In this monthly series, Artsy’s Curatorial team features a group of five emerging and noteworthy artists who are working in a similar style or spirit as a well-known or established artist. This month, we focus on , the legendary modern Mexican artist who is acclaimed for her self-portraits, lush depictions of plant and animal life, and magical realist tableaux.

B. 1995, Mexico City. Lives and works in Mexico City.

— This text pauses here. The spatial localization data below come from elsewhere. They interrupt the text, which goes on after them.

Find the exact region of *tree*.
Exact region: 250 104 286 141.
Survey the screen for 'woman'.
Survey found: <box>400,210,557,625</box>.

Influenced by the style and narratives of Mexican surrealists and muralists, Maria Fragoso creates work that celebrates her Mexican culture, while also addressing notions of gender expression and queer identity. Her brightly colored canvases offer voyeuristic glimpses into intimate moments, with subjects engaging in acts that seem at once seductive and mischievous—often while gazing directly out at the viewer.
Recently featured in Forbes’s “30 Under 30” in the “Art and Style” category, the 25-year-old artist is quickly rising to prominence. Born and raised in Mexico City, Fragoso moved to Baltimore in 2015 to pursue her BFA at the Maryland Institute College of Art. While in school, Fragoso was the recipient of the Ellen Battell Stoeckel Fellowship at the Yale Norfolk School of Art. Since graduating, she has completed residencies at Palazzo Monti and the Skowhegan School of Painting and Sculpture.
This year alone, Fragoso has exhibited her work with 1969 Gallery in New York; Mana Contemporary in Jersey City; the Taubman Museum of Art in Roanoke, Virginia, in a survey of the Beth Rudin deWoody collection; and in a solo presentation with Theirry Goldberg at Material Art Fair in Mexico City in February.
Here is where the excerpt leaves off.